The inactivating factor was heat-labile and had a molecular weight of 37,500. The inactivating factor was particularly sensitive to the divalent metal chelators, 1,10-phenanthroline and bathophenanthroline. Evidence indicated that Fe2+ may be the functional metal. The trypsin inhibitors N-{alpha}-p-tosyl-L-lysine chloromethyl ketone and {alpha}-N-benzoyl-L-arginine were inhibitory. However, phenylmethyl sulfonyl fluoride, an inhibitor of serine peptide hydrolases, was not inhibitory. Neither casein nor hemoglobin nor a range of artificial substrates were hydrolyzed by the inactivating factor. Highly purified wheat leaf nitrite reductase (EC 1.7.99.3) and ribulose 1,5-bisphosphate carboxylase:oxygenase (EC 4.1.1.39) were not affected by the nitrate reductase-inactivating factor.

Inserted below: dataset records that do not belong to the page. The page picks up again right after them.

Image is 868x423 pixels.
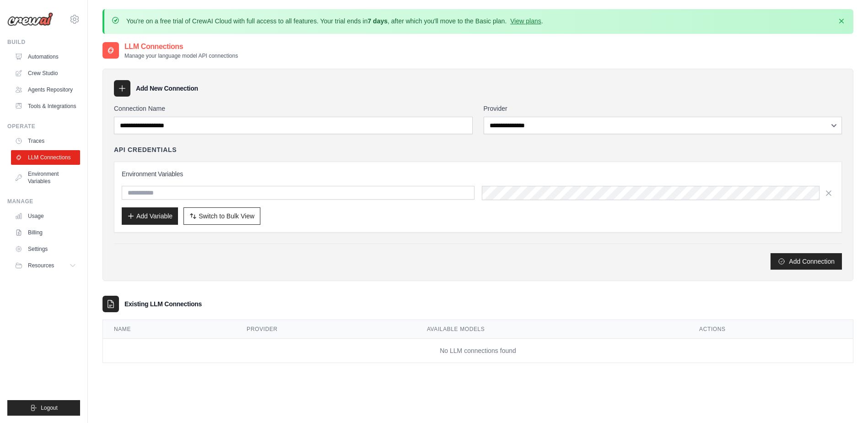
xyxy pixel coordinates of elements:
div: Manage [8,198,80,205]
a: Usage [11,209,80,223]
td: No LLM connections found [103,339,853,363]
button: Add Connection [770,253,842,269]
h4: API Credentials [114,145,177,154]
span: Switch to Bulk View [198,211,254,221]
span: Resources [28,262,54,269]
a: View plans [510,17,541,24]
strong: 7 days [367,17,387,24]
a: Crew Studio [11,66,80,80]
h3: Add New Connection [136,84,198,93]
img: Logo [8,12,53,26]
span: Logout [41,404,58,411]
button: Resources [11,258,80,273]
a: Automations [11,49,80,64]
button: Add Variable [122,207,178,225]
div: Operate [8,123,80,130]
th: Name [103,320,236,339]
p: You're on a free trial of CrewAI Cloud with full access to all features. Your trial ends in , aft... [126,16,543,26]
button: Switch to Bulk View [183,207,260,225]
h3: Existing LLM Connections [124,299,202,308]
a: Agents Repository [11,83,80,97]
a: Settings [11,241,80,256]
th: Actions [688,320,853,339]
button: Logout [8,400,80,415]
a: Traces [11,134,80,148]
a: Environment Variables [11,166,80,189]
label: Connection Name [114,104,472,113]
a: Tools & Integrations [11,99,80,113]
label: Provider [483,104,842,113]
th: Provider [236,320,416,339]
h2: LLM Connections [124,41,238,52]
h3: Environment Variables [122,169,834,179]
th: Available Models [416,320,688,339]
a: Billing [11,225,80,240]
a: LLM Connections [11,150,80,165]
p: Manage your language model API connections [124,52,238,59]
div: Build [8,38,80,46]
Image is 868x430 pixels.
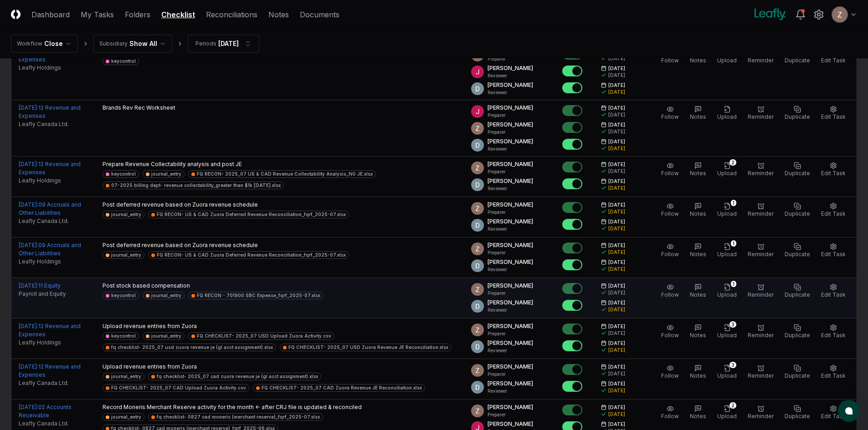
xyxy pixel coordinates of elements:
[19,241,39,249] span: [DATE] :
[690,413,706,420] span: Notes
[487,388,533,395] p: Reviewer
[608,299,625,306] span: [DATE]
[821,372,845,379] span: Edit Task
[111,384,246,392] div: FQ CHECKLIST- 2025_07 CAD Upload Zuora Activity.csv
[821,413,845,420] span: Edit Task
[11,10,20,19] img: Logo
[746,201,775,220] button: Reminder
[148,251,349,259] a: FQ RECON- US & CAD Zuora Deferred Revenue Reconciliation_fqrf_2025-07.xlsx
[659,322,681,341] button: Follow
[821,170,845,177] span: Edit Task
[832,7,846,22] img: ACg8ocKnDsamp5-SE65NkOhq35AnOBarAXdzXQ03o9g231ijNgHgyA=s96-c
[99,40,127,48] div: Subsidiary
[152,292,182,299] div: journal_entry
[562,341,582,351] button: Mark complete
[471,381,484,393] img: ACg8ocLeIi4Jlns6Fsr4lO0wQ1XJrFQvF4yUjbLrd1AsCAOmrfa1KQ=s96-c
[487,112,533,119] p: Preparer
[608,65,625,72] span: [DATE]
[19,322,39,330] span: [DATE] :
[148,413,323,421] a: fq checklist- 0827 cad moneris (merchant reserve)_fqrf_2025-07.xlsx
[608,202,625,208] span: [DATE]
[487,81,533,89] p: [PERSON_NAME]
[111,252,141,258] div: journal_entry
[608,72,625,79] div: [DATE]
[659,282,681,301] button: Follow
[103,104,175,112] p: Brands Rev Rec Worksheet
[717,170,737,177] span: Upload
[487,121,533,129] p: [PERSON_NAME]
[746,403,775,422] button: Reminder
[19,161,80,176] a: [DATE]:12 Revenue and Expenses
[562,139,582,149] button: Mark complete
[782,241,812,260] button: Duplicate
[661,251,679,258] span: Follow
[661,170,679,177] span: Follow
[608,259,625,266] span: [DATE]
[730,361,736,368] div: 3
[103,160,457,168] p: Prepare Revenue Collectability analysis and post JE
[562,324,582,335] button: Mark complete
[487,322,533,330] p: [PERSON_NAME]
[11,35,259,53] nav: breadcrumb
[746,322,775,341] button: Reminder
[19,282,39,289] span: [DATE] :
[487,217,533,226] p: [PERSON_NAME]
[690,210,706,217] span: Notes
[19,282,61,289] a: [DATE]:11 Equity
[819,282,847,301] button: Edit Task
[608,225,625,232] div: [DATE]
[103,363,457,371] p: Upload revenue entries from Zuora
[19,258,61,266] span: Leafly Holdings
[197,292,320,299] div: FQ RECON - 701900 SBC Expense_fqrf_2025-07.xlsx
[819,201,847,220] button: Edit Task
[19,201,81,216] a: [DATE]:09 Accruals and Other Liabilities
[19,322,80,337] a: [DATE]:12 Revenue and Expenses
[103,181,283,189] a: 07-2025 billing dept- revenue collectability_greater than $1k [DATE].xlsx
[562,202,582,213] button: Mark complete
[731,281,736,287] div: 1
[487,363,533,371] p: [PERSON_NAME]
[608,306,625,313] div: [DATE]
[487,168,533,175] p: Preparer
[562,260,582,270] button: Mark complete
[103,344,276,351] a: fq checklist- 2025_07 usd zuora revenue je (gl acct assignment).xlsx
[731,200,736,206] div: 1
[608,283,625,290] span: [DATE]
[471,105,484,118] img: ACg8ocJfBSitaon9c985KWe3swqK2kElzkAv-sHk65QWxGQz4ldowg=s96-c
[608,55,625,62] div: [DATE]
[471,122,484,134] img: ACg8ocKnDsamp5-SE65NkOhq35AnOBarAXdzXQ03o9g231ijNgHgyA=s96-c
[688,403,708,422] button: Notes
[562,243,582,253] button: Mark complete
[103,282,323,290] p: Post stock based compensation
[19,379,69,387] span: Leafly Canada Ltd.
[819,363,847,382] button: Edit Task
[661,57,679,64] span: Follow
[717,114,737,120] span: Upload
[688,322,708,341] button: Notes
[821,251,845,258] span: Edit Task
[253,384,425,392] a: FQ CHECKLIST- 2025_07 CAD Zuora Revenue JE Reconciliation.xlsx
[784,57,810,64] span: Duplicate
[111,58,136,65] div: keycontrol
[608,340,625,346] span: [DATE]
[487,347,533,354] p: Reviewer
[608,145,625,152] div: [DATE]
[111,344,273,351] div: fq checklist- 2025_07 usd zuora revenue je (gl acct assignment).xlsx
[471,219,484,232] img: ACg8ocLeIi4Jlns6Fsr4lO0wQ1XJrFQvF4yUjbLrd1AsCAOmrfa1KQ=s96-c
[152,333,182,339] div: journal_entry
[782,201,812,220] button: Duplicate
[690,372,706,379] span: Notes
[747,210,773,217] span: Reminder
[782,160,812,179] button: Duplicate
[717,413,737,420] span: Upload
[784,372,810,379] span: Duplicate
[715,403,738,422] button: 2Upload
[747,114,773,120] span: Reminder
[261,384,422,392] div: FQ CHECKLIST- 2025_07 CAD Zuora Revenue JE Reconciliation.xlsx
[19,404,39,410] span: [DATE] :
[661,291,679,298] span: Follow
[715,104,738,123] button: Upload
[471,364,484,376] img: ACg8ocKnDsamp5-SE65NkOhq35AnOBarAXdzXQ03o9g231ijNgHgyA=s96-c
[487,209,533,216] p: Preparer
[188,332,334,340] a: FQ CHECKLIST- 2025_07 USD Upload Zuora Activity.csv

The inactivating factor was more active toward the NADH-nitrate reductase compared to either of the component enzymic activities flavin adenine mononucleotide-nitrate reductase and methyl viologen-nitrate reductase. The NADH-ferricyanide reductase (diaphorase) component was the least sensitive.


2 Present address: Department of Agronomy, University of Illinois, Urbana, Illinois 61801.

1 This work was supported by the Wheat Industry Research Council of Australia and the Australian Research Grants Committee D2 74/15052.